Twelfth Night Celebration Opens 2012 For Raynham Hall Museum’s New Year
Raynham Hall Museum started the year with a gala Twelfth Night celebration with about 40 members and friends attending. It is the festival that marks the end of Twelve Days of Christmas when you start counting with Dec. 25, and was held Jan. 5.
Raynham Hall Museum Director Harriet Garrard Clark said they chose to celebrate 12th Night because “the Townsends, of Colonial times and Victorian times would have celebrated then, as opposed to Christmas which was thought of as being a sober event as opposed to a holiday. And, we wanted to thank all our members and friends for what they do during the year,” she said.
The current exhibit the Four Alices was up for viewing and will be up through June, she said. The Four Alices are members of the Weekes family: a mother, daughter, granddaughter, and great-granddaughter a story of matrilineal geneology.
She added, “We will have a ‘parenthesis’ exhibit for Valentine’s Day.” It will be of the Raynham Hall Museum collection of Valentines. “Unfortunately, the original First Valentine from Lt. Col. Simcoe to Sally Townsend disappeared early in the 1900s. But we have documentation of it in history books from the 1840s, 1850s, although sadly not the original,” she said. Still it is a first for Oyster Bay!
Restoration Needs
At Twelfth Night some guests toured the new Raynham Hall Annex at 30 West Main Street which was recently bought by the Town of Oyster Bay for $540,000 which the Friends of Raynham Hall will operate. “It is something that has been in the works for about 35 years. We have a letter in the file from 1976,” said Ms. Clark. “It was then Supervisor John Burke and he was saying yes, he agreed the town should acquire the property for the museum campus and to restore the parts of the house being used for storage and offices for the public to view.”
She said, “There is work that has to be done on the annex.
We have to hold a meeting of the board to plan what needs to happen there – essentially what they want to do. It will be for the collections not currently in the interpreted rooms; as well as the offices and a visitors’ welcome center on the ground floor. The offices don’t need any renovation but the ground floor has two apartments of six to eight rooms – and they are quite small – and we have to open that up to accommodate visiting school groups that are about 50 kids – to welcome them and if they needed to have lunch on the grounds. That sort of thing.
“On the top floor we’ll put the collections. It has to be sheet rocked and then eventually we will look into the restoration of the exterior in keeping with the ambitions of people in town who want things restored to a more authentic look. That means taking off the blue vinyl shingles and restoring it to wooden shingles. I have a post card of the original house and you can see on the left in the photo, what was a meat and poultry supply store: provisioners. It has grey shingles and an awning. and you can see what it probably looked like then in the photo.
“So the façade at least would be restored but it is a decision of the committee which will be composed of whomever on our board is interested.”
Ms. Clark said, “We are happy enough in the offices here, but it will be great for the public to see how the servants lived and the slaves’ quarters and children’s quarters that were originally here.”
Another Problem
Another problem that needs addressing are the small flakes of plaster that filter down into the dining room, as people walk in the upstairs exhibit room. That is the reason why the upstairs exhibit room has not been used for some time. “We have not discovered the reasons for that problem. That is my panic. We have a new building and the old one needs a lot of TLC. It’s just a huge monumental task. We have the new building to renovate but we also have an awful lot of restoration that still needs to be done in the old Raynham Hall building.
“The windowsills are in dire shape,
“We have dry rot and a lot of peeling paint…and it just panics me… whenever I think of it. But with the help of our friends in the next couple of years we should have the whole place back in ship shape.
New Exhibit Areas
There are more areas at Raynham Hall that the public will be able to see when the annex is fully occupied. “The servants’ spaces and children’s room will be reinterpreted and open to the public. Currently the servants’ rooms are closed to the public and used for office space. The children’s rooms are currently used for storage. One nursery, a playroom currently used for a meeting room and there are three children’s rooms upstairs…
“Keeping in mind the Townsends had between six and eight children living in the house, and they needed a lot of space for that.
“And the slave quarters too will be opened – with the same order of priority. They too will be open but are currently used for collections storage area. We will be fundraising for that at the gala … and the gala after that and for years to come,” she said.
The current gala takes place on Friday, Feb. 10. “The benefit will be held again at the Creek Club in Locust Valley. The theme is the Roaring Twenties and the invitations have a graphic of the dancing Alice Four from our exhibit on the Four Alices in the Weekes family. We are hoping people will arrive dressed in the color red,” said Ms. Clark.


◆ WHAT YOU ARE ASKED TO DO:
For every entry, reproduce the wording exactly and omit any image it holds.

++++++++

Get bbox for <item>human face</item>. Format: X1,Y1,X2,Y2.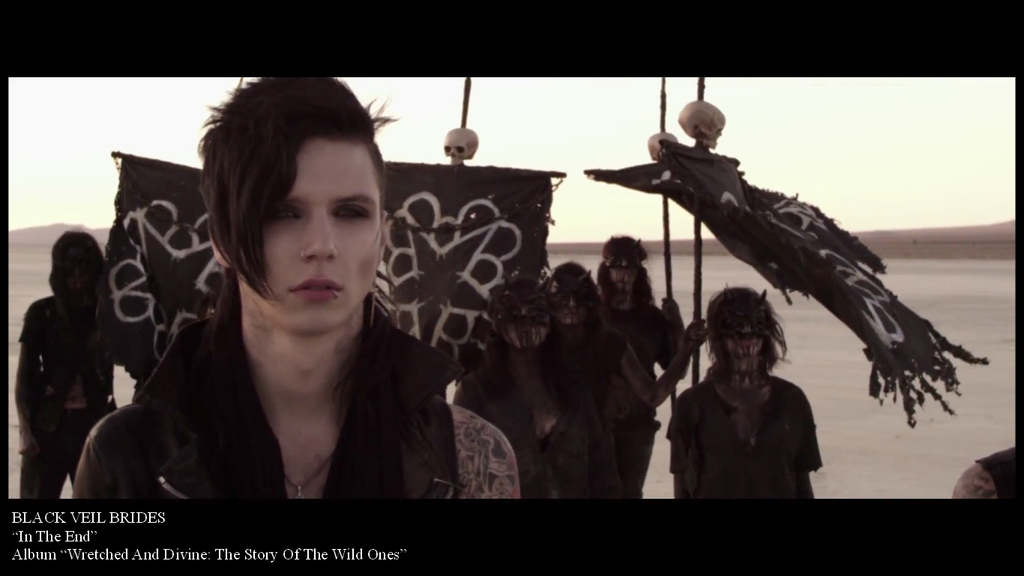
555,278,597,325.
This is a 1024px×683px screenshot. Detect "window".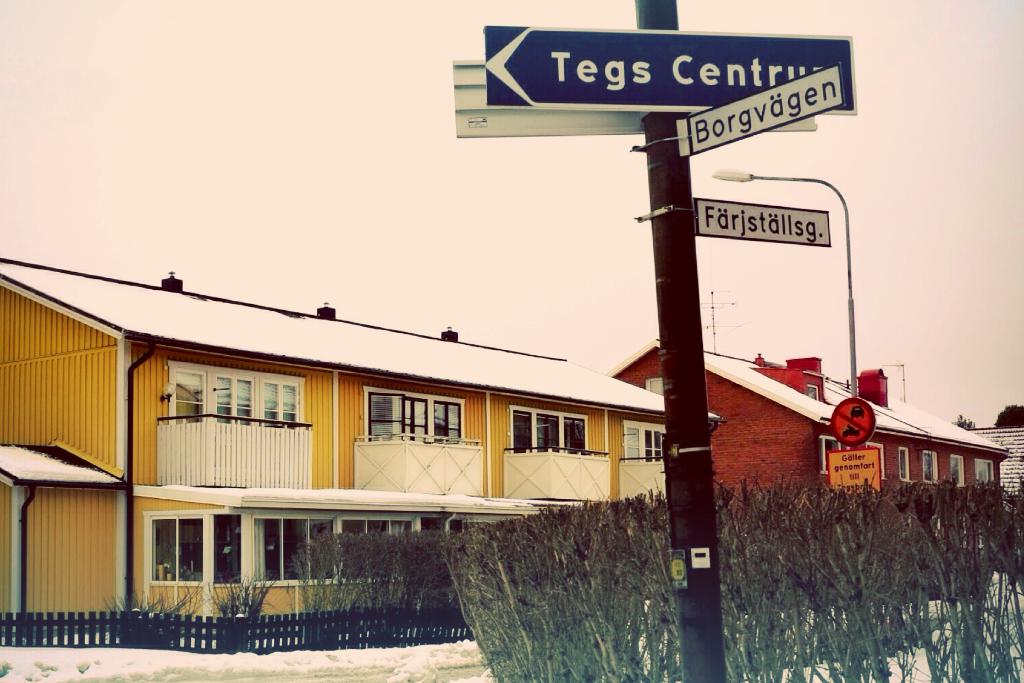
x1=819, y1=438, x2=840, y2=472.
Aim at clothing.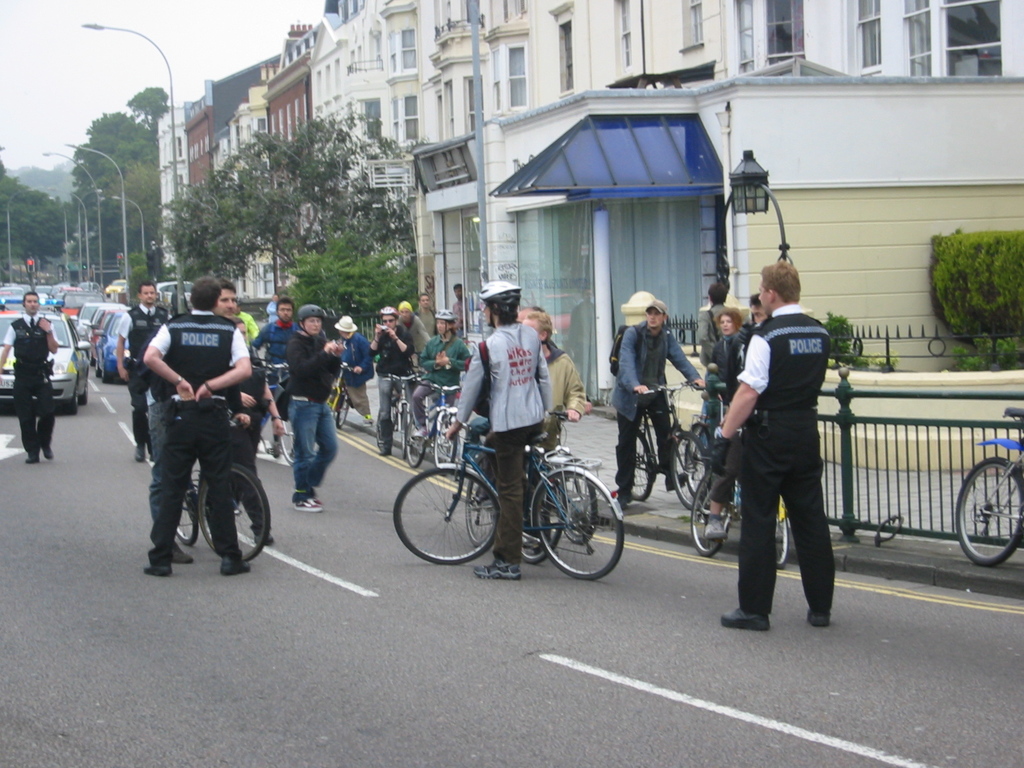
Aimed at [203, 335, 273, 527].
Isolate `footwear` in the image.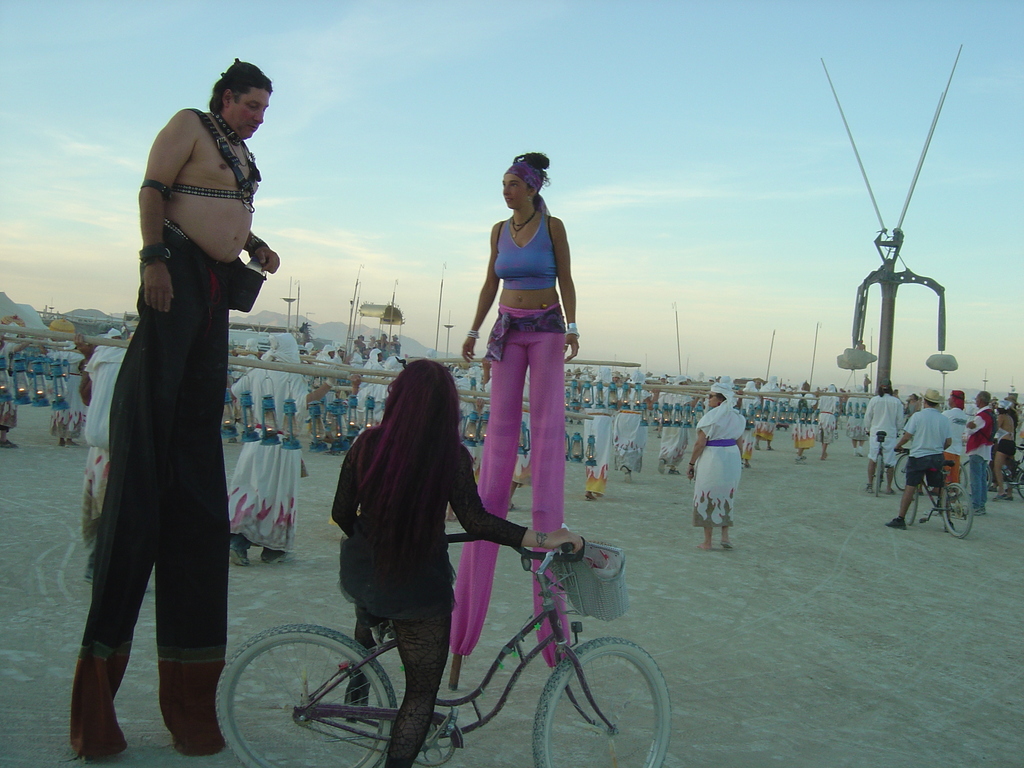
Isolated region: 799,452,806,460.
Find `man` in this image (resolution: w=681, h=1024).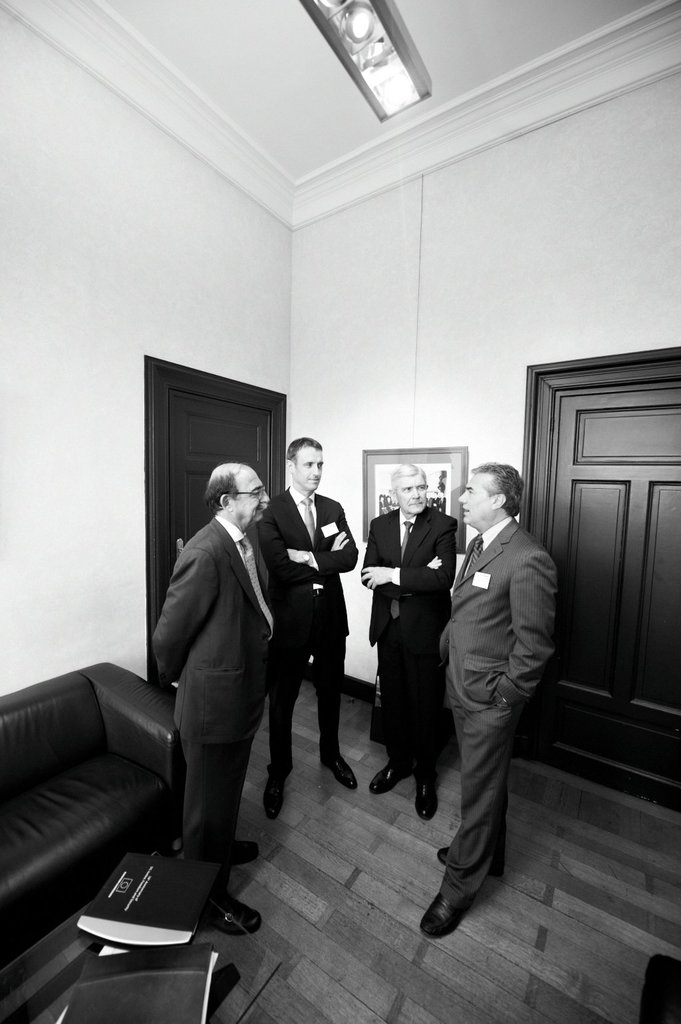
142,466,277,937.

++++++++

◆ EXPECTED ANSWER:
Get bbox for <item>human face</item>. Format: X1,Y1,X2,Y2.
555,278,597,325.
This is a 1024px×683px screenshot. Detect "window".
x1=819, y1=438, x2=840, y2=472.
Aim at clothing.
Aimed at [203, 335, 273, 527].
Isolate `footwear` in the image.
Isolated region: 799,452,806,460.
Find `man` in this image (resolution: w=681, h=1024).
142,466,277,937.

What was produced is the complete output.